For this cause he had been postponing the promised visit, and thereby postponing the taking of the final step in the campaign of intimidation. The unexplained telephone call decided him, however. He would go and see Elinor and have the ordeal over with.
But as a preliminary he dined that evening with Ormsby at the Camelot Club, and over the coffee had it out with him.
“I am going out to see Miss Brentwood to-night,” he announced abruptly. “Have you any objection?”
The millionaire gave him the shrewdest of over-looks, ending with a deep-rumbling laugh.
“Kent, you are the queerest lot I have ever discovered, and that is saying a good bit. Why, in the name of all the proprieties, should I object?”
“Your right is unchallenged,” Kent admitted.

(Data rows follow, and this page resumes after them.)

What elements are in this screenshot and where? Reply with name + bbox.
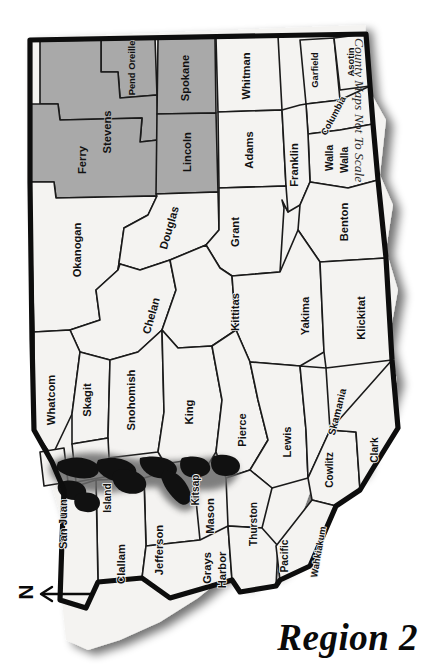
county-garfield[interactable] (300, 38, 340, 104)
county-skagit[interactable] (72, 352, 110, 444)
region-title: Region 2 (277, 616, 418, 659)
county-adams[interactable] (218, 110, 286, 188)
county-spokane[interactable] (157, 38, 216, 114)
county-grant[interactable] (206, 186, 288, 276)
compass-rose: N (16, 578, 102, 612)
county-klickitat[interactable] (320, 258, 392, 368)
county-whitman[interactable] (216, 36, 282, 112)
county-map-figure: Pend Oreille Stevens Ferry Spokane Linco… (0, 0, 430, 667)
county-lincoln[interactable] (156, 113, 218, 194)
scale-disclaimer: County Maps Not To Scale (351, 38, 367, 218)
county-walla-walla[interactable] (308, 124, 378, 188)
compass-north-letter: N (14, 584, 38, 599)
county-jefferson[interactable] (96, 478, 146, 582)
north-arrow-icon (36, 584, 98, 604)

“Is it? Better ask Miss Brentwood about that. She might say it isn’t.”
“I don’t understand,” said Kent, dry-tongued.
“Don’t you? Perhaps I’d better explain: she might find it a little difficult. You have been laboring under the impression that we are engaged, haven’t you?”

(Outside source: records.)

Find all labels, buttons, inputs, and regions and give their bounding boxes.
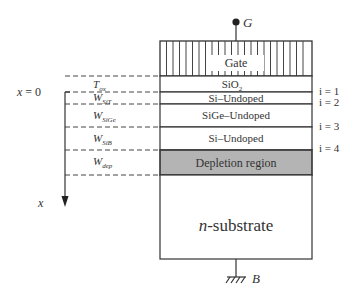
si-top-label: Si–Undoped: [209, 92, 265, 104]
si-top-layer: Si–Undoped: [160, 92, 312, 105]
gate-label: Gate: [225, 56, 248, 70]
axis-arrow-icon: [62, 196, 69, 207]
interface-labels: i = 1 i = 2 i = 3 i = 4: [319, 85, 340, 154]
interface-label-2: i = 2: [319, 96, 339, 108]
gate-terminal-dot-icon: [232, 18, 239, 25]
thickness-label-wdep: Wdep: [93, 155, 113, 170]
thickness-label-wsit: WSiT: [93, 91, 113, 106]
gate-terminal-label: G: [243, 15, 253, 30]
mosfet-cross-section-diagram: G Gate SiO2 Si–Undoped SiGe–Undo: [0, 0, 351, 298]
gate-layer: Gate: [160, 41, 312, 76]
body-terminal: B: [226, 259, 260, 286]
body-terminal-label: B: [252, 271, 260, 286]
dashed-guide-lines: [65, 76, 160, 175]
sige-layer: SiGe–Undoped: [160, 104, 312, 127]
interface-label-3: i = 3: [319, 120, 340, 132]
axis-label: x: [37, 196, 44, 210]
thickness-label-wsige: WSiGe: [93, 109, 116, 124]
sige-label: SiGe–Undoped: [202, 109, 270, 121]
si-bottom-label: Si–Undoped: [209, 132, 265, 144]
si-bottom-layer: Si–Undoped: [160, 127, 312, 150]
ground-icon: [226, 277, 246, 283]
substrate-label: n-substrate: [199, 216, 274, 235]
axis-origin-label: x = 0: [16, 85, 41, 99]
substrate-layer: n-substrate: [160, 175, 312, 259]
depletion-region-label: Depletion region: [196, 156, 277, 170]
depletion-region-layer: Depletion region: [160, 150, 312, 175]
thickness-label-wsib: WSiB: [93, 132, 113, 147]
interface-label-4: i = 4: [319, 142, 340, 154]
thickness-labels: Tox WSiT WSiGe WSiB Wdep: [93, 78, 116, 170]
gate-terminal: G: [232, 15, 253, 41]
depth-axis: x = 0 x: [16, 85, 70, 210]
oxide-layer: SiO2: [160, 76, 312, 93]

“Laboring under the—why, good heavens, man! it’s in everybody’s mouth!”
“Curious, isn’t it, how such things get about,” commented the player of long suits. “How do you suppose they get started?”

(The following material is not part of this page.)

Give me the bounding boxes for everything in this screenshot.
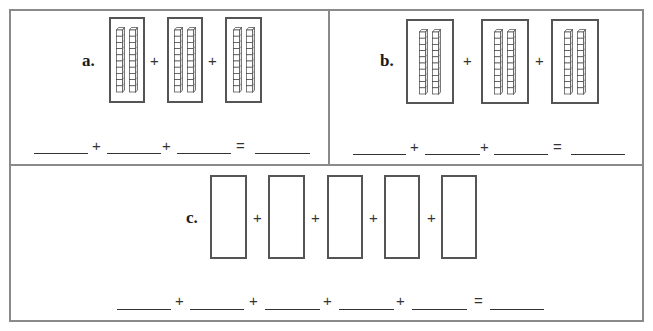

“I don’t suppose anything about it, so far as we two are concerned; I have your own word for it. You said you were the man in possession.”
Ormsby laughed again.
“You are something of a bluffer yourself, David. Did you let my little stagger scare you out?”
David Kent pushed his chair back from the table and nailed Ormsby with a look that would have made a younger man betray himself.
“Do you mean to tell me that there is no engagement between you and Miss Brentwood?”
“Just that.” Ormsby put all the nonchalance he could muster into the laconic reply, but he was anticipating the sequent demand which came like a shot out of a gun.
“And there never has been?”
Ormsby grinned.
“When you are digging a well and have found your stream of water, it’s folly to go deeper, David. Can’t you let ‘good enough’ alone?”
Kent turned it over in his mind, frowning thoughtfully into his coffee-cup. When he spoke it was out of the mid-heart of manliness.
“I wish you would tell me one thing, Ormsby. Am I responsible for—for the present state of affairs?”
Ormsby stretched the truth a little; partly for Elinor’s sake; more, perhaps, for Kent’s.
“You have done nothing that an honorable rival—and incidentally a good friend of mine—might not do. Therefore you are not responsible.”
“That is putting it very diplomatically,” Kent mused. “I am afraid it does not exonerate me wholly.”
“Yes, it does. But it doesn’t put me out of the running, you understand. I’m ‘forninst’ you yet; rather more stubbornly than before, I fancy.”